[Haskell-cafe] Hello Monads
Hans van Thiel
hthiel.char at zonnet.nl
Thu Sep 7 11:47:54 EDT 2006
Hello All,
Being at the "Hello Monads" level, and having spent many hours on
understanding the following code from YAHT, maybe this will be helpful
to others.
{-cross ls1 ls2 = do
x <- ls1
y <- ls2
return (x,y)
-}
In the List Monad the value of cross is a list of pairs from the two
lists. Rewriting to:
{-cross ls1 ls2 = ls1 >>= \x ->
ls2 >>= \y ->
return (x, y)
-}
The actual function which gives an ordered pair is:
--hf1 = (\x y -> (x,y))
In the list Monad >>= is defined as the infix of bind, and return is the
same as make.
bind = flip concatMap
make x = [x]
So now cross can be written as:
--cross ls1 ls2 = ls1 `bind` (\x -> ls2 `bind` (\y -> make (x,y)))
With the prefix version of bind this becomes:
cross ls1 ls2 = bind ls1 (\x -> bind ls2 (\y -> make(x,y)))
Bind takes a list and a function. That function still looks complicated
(to me), because of the lambda abstraction, but the format is that the
second bind takes the list ls2 and another function, make, which has a
list of tuples as its value.
The point I want to make is, that the monadic computation is just
another function. The only difference is that the >== and return
functions have been defined centrally in the List Monad. Moreover, the
same notation has been defined in all other monads, but with different
meanings, appropriate to that monad. But you can use them. Cross ls1
ls2, for example, also works in the Maybe Monad, without any change at
all.
So the Monad class is, in essence, no different from the Num class (or
any other) where you also use predefined functions. These also will be
different for the different subordinate types.
Surely this is an oversimplification but, in for a dime, in for a
dollar:
An input procedure like getLine cannot be a function, because it will
return a different value each time it is called. Putting getLine inside
an IO Monad does not change this. What you can state, however, is that a
certain occurrence of getLine will return a certain value. So, if you
have a chain of IO actions, the first getLine will get this, the fifth
that, and so on. The value of these occurrences cannot change, simply
because they are uniquely identified.
But this is what the monadic sequence of actions achieves, it puts all
IO into a well defined chain where each action becomes unique, even
though names (like getLine) on the different positions are the same.
But again, the monadic computation is still a function.
I'd appreciate your comments.
Regards,
Hans van Thiel
--
Don't worry, be happy, learn Haskell.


__EXERCISE OBJECTIVE__
When you retype the entries, keep each one exact and leave out the pictures.

__Extracts from a graphics dataset__
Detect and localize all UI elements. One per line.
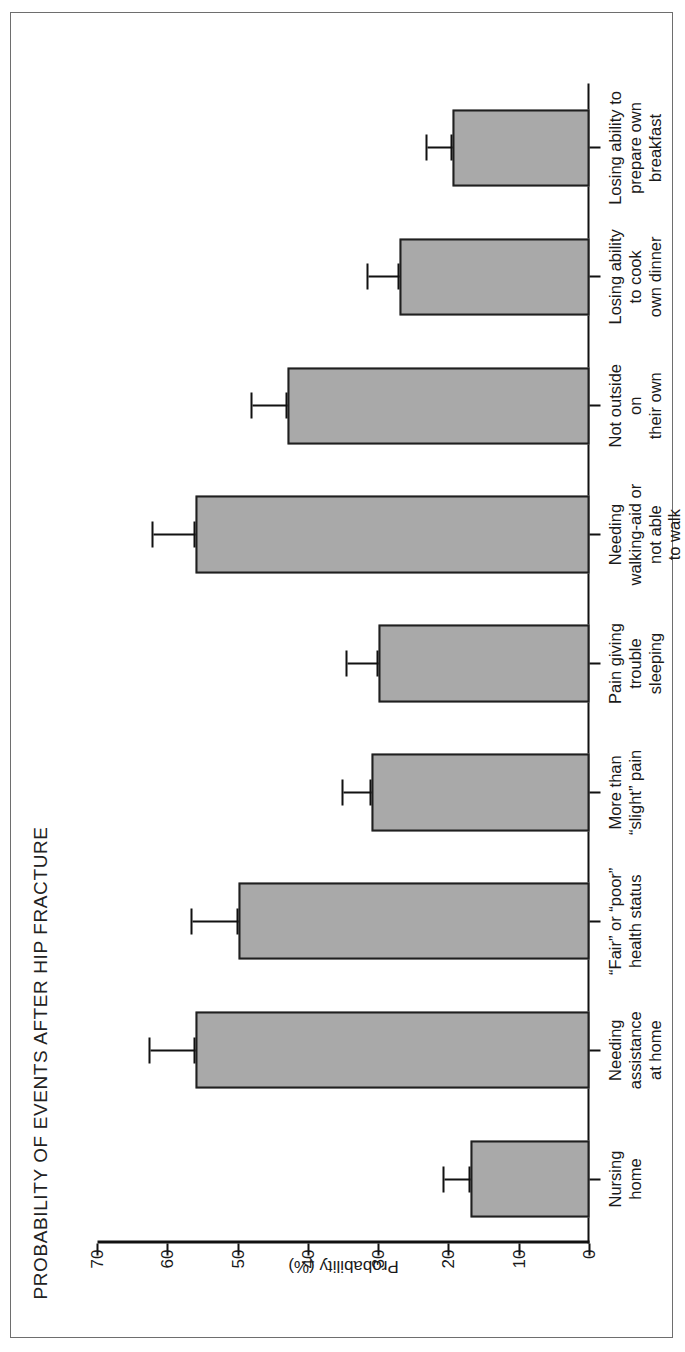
category-tick — [589, 1049, 600, 1051]
bar — [195, 495, 589, 572]
error-bar-cap-upper — [425, 134, 427, 160]
bar-group: More than “slight” pain — [97, 753, 589, 830]
bar-group: Losing ability to prepare own breakfast — [97, 109, 589, 186]
error-bar — [444, 1178, 470, 1180]
plot-area: Probability (%) 010203040506070 Nursing … — [97, 83, 589, 1243]
bar — [452, 109, 589, 186]
y-tick-label: 40 — [298, 1249, 318, 1268]
bar — [287, 367, 589, 444]
y-tick-label: 30 — [368, 1249, 388, 1268]
category-label: Not outside on their own — [605, 330, 664, 480]
category-label: Losing ability to cook own dinner — [605, 201, 664, 351]
bar-group: Needing assistance at home — [97, 1011, 589, 1088]
bar — [195, 1011, 589, 1088]
error-bar-cap-lower — [369, 779, 371, 805]
error-bar-cap-upper — [341, 779, 343, 805]
bar — [470, 1140, 589, 1217]
y-tick-label: 50 — [228, 1249, 248, 1268]
error-bar-cap-upper — [148, 1037, 150, 1063]
error-bar-cap-upper — [442, 1166, 444, 1192]
y-tick-label: 0 — [579, 1249, 599, 1258]
bar-chart: PROBABILITY OF EVENTS AFTER HIP FRACTURE… — [11, 13, 674, 1339]
category-tick — [589, 404, 600, 406]
error-bar — [427, 146, 452, 148]
bar — [238, 882, 589, 959]
error-bar — [150, 1049, 196, 1051]
error-bar — [368, 275, 400, 277]
y-tick-label: 60 — [157, 1249, 177, 1268]
error-bar-cap-lower — [236, 908, 238, 934]
category-tick — [589, 533, 600, 535]
bar-group: Nursing home — [97, 1140, 589, 1217]
figure-container: PROBABILITY OF EVENTS AFTER HIP FRACTURE… — [0, 0, 685, 1352]
y-tick-label: 10 — [509, 1249, 529, 1268]
error-bar-cap-upper — [345, 650, 347, 676]
category-label: Pain giving trouble sleeping — [605, 588, 664, 738]
error-bar-cap-lower — [285, 392, 287, 418]
y-tick-label: 70 — [87, 1249, 107, 1268]
category-tick — [589, 146, 600, 148]
chart-title: PROBABILITY OF EVENTS AFTER HIP FRACTURE — [29, 826, 51, 1299]
error-bar-cap-lower — [193, 1037, 195, 1063]
category-tick — [589, 791, 600, 793]
error-bar-cap-upper — [151, 521, 153, 547]
category-tick — [589, 920, 600, 922]
error-bar-cap-lower — [450, 134, 452, 160]
bar — [378, 624, 589, 701]
category-label: Needing walking-aid or not able to walk — [605, 459, 684, 609]
bar-group: Pain giving trouble sleeping — [97, 624, 589, 701]
error-bar-cap-lower — [468, 1166, 470, 1192]
error-bar-cap-upper — [366, 263, 368, 289]
category-label: Losing ability to prepare own breakfast — [605, 72, 664, 222]
category-label: Nursing home — [605, 1104, 645, 1254]
category-tick — [589, 662, 600, 664]
category-label: More than “slight” pain — [605, 717, 645, 867]
error-bar — [252, 404, 287, 406]
bar — [371, 753, 589, 830]
error-bar-cap-lower — [376, 650, 378, 676]
error-bar — [153, 533, 195, 535]
error-bar-cap-upper — [190, 908, 192, 934]
error-bar-cap-lower — [193, 521, 195, 547]
error-bar-cap-lower — [397, 263, 399, 289]
bar-group: Losing ability to cook own dinner — [97, 238, 589, 315]
y-axis-line — [97, 1241, 589, 1244]
category-tick — [589, 1178, 600, 1180]
bar — [399, 238, 589, 315]
category-tick — [589, 275, 600, 277]
category-label: Needing assistance at home — [605, 975, 664, 1125]
error-bar — [343, 791, 371, 793]
error-bar — [192, 920, 238, 922]
error-bar-cap-upper — [250, 392, 252, 418]
category-label: “Fair” or “poor” health status — [605, 846, 645, 996]
bar-group: Needing walking-aid or not able to walk — [97, 495, 589, 572]
y-tick-label: 20 — [438, 1249, 458, 1268]
error-bar — [347, 662, 379, 664]
bar-group: “Fair” or “poor” health status — [97, 882, 589, 959]
bar-group: Not outside on their own — [97, 367, 589, 444]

__RESPONSE AREA__
Detect and localize all UI elements. One per line.
category-tick — [589, 1049, 600, 1051]
bar — [195, 495, 589, 572]
error-bar-cap-upper — [425, 134, 427, 160]
bar-group: More than “slight” pain — [97, 753, 589, 830]
bar-group: Losing ability to prepare own breakfast — [97, 109, 589, 186]
error-bar — [444, 1178, 470, 1180]
plot-area: Probability (%) 010203040506070 Nursing … — [97, 83, 589, 1243]
bar — [452, 109, 589, 186]
y-tick-label: 40 — [298, 1249, 318, 1268]
bar — [287, 367, 589, 444]
y-tick-label: 30 — [368, 1249, 388, 1268]
category-label: Not outside on their own — [605, 330, 664, 480]
category-label: Losing ability to cook own dinner — [605, 201, 664, 351]
bar-group: Needing assistance at home — [97, 1011, 589, 1088]
bar — [195, 1011, 589, 1088]
error-bar-cap-lower — [369, 779, 371, 805]
error-bar-cap-upper — [341, 779, 343, 805]
bar — [470, 1140, 589, 1217]
y-tick-label: 50 — [228, 1249, 248, 1268]
error-bar-cap-upper — [148, 1037, 150, 1063]
error-bar-cap-upper — [442, 1166, 444, 1192]
y-tick-label: 0 — [579, 1249, 599, 1258]
bar-chart: PROBABILITY OF EVENTS AFTER HIP FRACTURE… — [11, 13, 674, 1339]
category-tick — [589, 404, 600, 406]
error-bar — [427, 146, 452, 148]
bar — [238, 882, 589, 959]
error-bar — [150, 1049, 196, 1051]
error-bar — [368, 275, 400, 277]
y-tick-label: 60 — [157, 1249, 177, 1268]
error-bar-cap-lower — [236, 908, 238, 934]
category-tick — [589, 533, 600, 535]
bar-group: Nursing home — [97, 1140, 589, 1217]
figure-container: PROBABILITY OF EVENTS AFTER HIP FRACTURE… — [0, 0, 685, 1352]
y-tick-label: 10 — [509, 1249, 529, 1268]
error-bar-cap-upper — [345, 650, 347, 676]
category-label: Pain giving trouble sleeping — [605, 588, 664, 738]
error-bar-cap-lower — [285, 392, 287, 418]
y-tick-label: 70 — [87, 1249, 107, 1268]
category-tick — [589, 146, 600, 148]
chart-title: PROBABILITY OF EVENTS AFTER HIP FRACTURE — [29, 826, 51, 1299]
error-bar-cap-lower — [193, 1037, 195, 1063]
category-tick — [589, 791, 600, 793]
error-bar-cap-upper — [151, 521, 153, 547]
category-tick — [589, 920, 600, 922]
error-bar-cap-lower — [450, 134, 452, 160]
bar — [378, 624, 589, 701]
category-label: Needing walking-aid or not able to walk — [605, 459, 684, 609]
bar-group: Pain giving trouble sleeping — [97, 624, 589, 701]
error-bar-cap-lower — [468, 1166, 470, 1192]
error-bar-cap-upper — [366, 263, 368, 289]
category-label: Losing ability to prepare own breakfast — [605, 72, 664, 222]
category-label: Nursing home — [605, 1104, 645, 1254]
category-tick — [589, 662, 600, 664]
category-label: More than “slight” pain — [605, 717, 645, 867]
error-bar — [252, 404, 287, 406]
bar — [371, 753, 589, 830]
error-bar-cap-lower — [376, 650, 378, 676]
error-bar — [153, 533, 195, 535]
error-bar-cap-upper — [190, 908, 192, 934]
error-bar-cap-lower — [193, 521, 195, 547]
error-bar-cap-lower — [397, 263, 399, 289]
bar-group: Losing ability to cook own dinner — [97, 238, 589, 315]
y-axis-line — [97, 1241, 589, 1244]
category-tick — [589, 1178, 600, 1180]
bar — [399, 238, 589, 315]
category-tick — [589, 275, 600, 277]
category-label: Needing assistance at home — [605, 975, 664, 1125]
error-bar — [343, 791, 371, 793]
error-bar — [192, 920, 238, 922]
error-bar-cap-upper — [250, 392, 252, 418]
category-label: “Fair” or “poor” health status — [605, 846, 645, 996]
bar-group: Needing walking-aid or not able to walk — [97, 495, 589, 572]
y-tick-label: 20 — [438, 1249, 458, 1268]
error-bar — [347, 662, 379, 664]
bar-group: “Fair” or “poor” health status — [97, 882, 589, 959]
bar-group: Not outside on their own — [97, 367, 589, 444]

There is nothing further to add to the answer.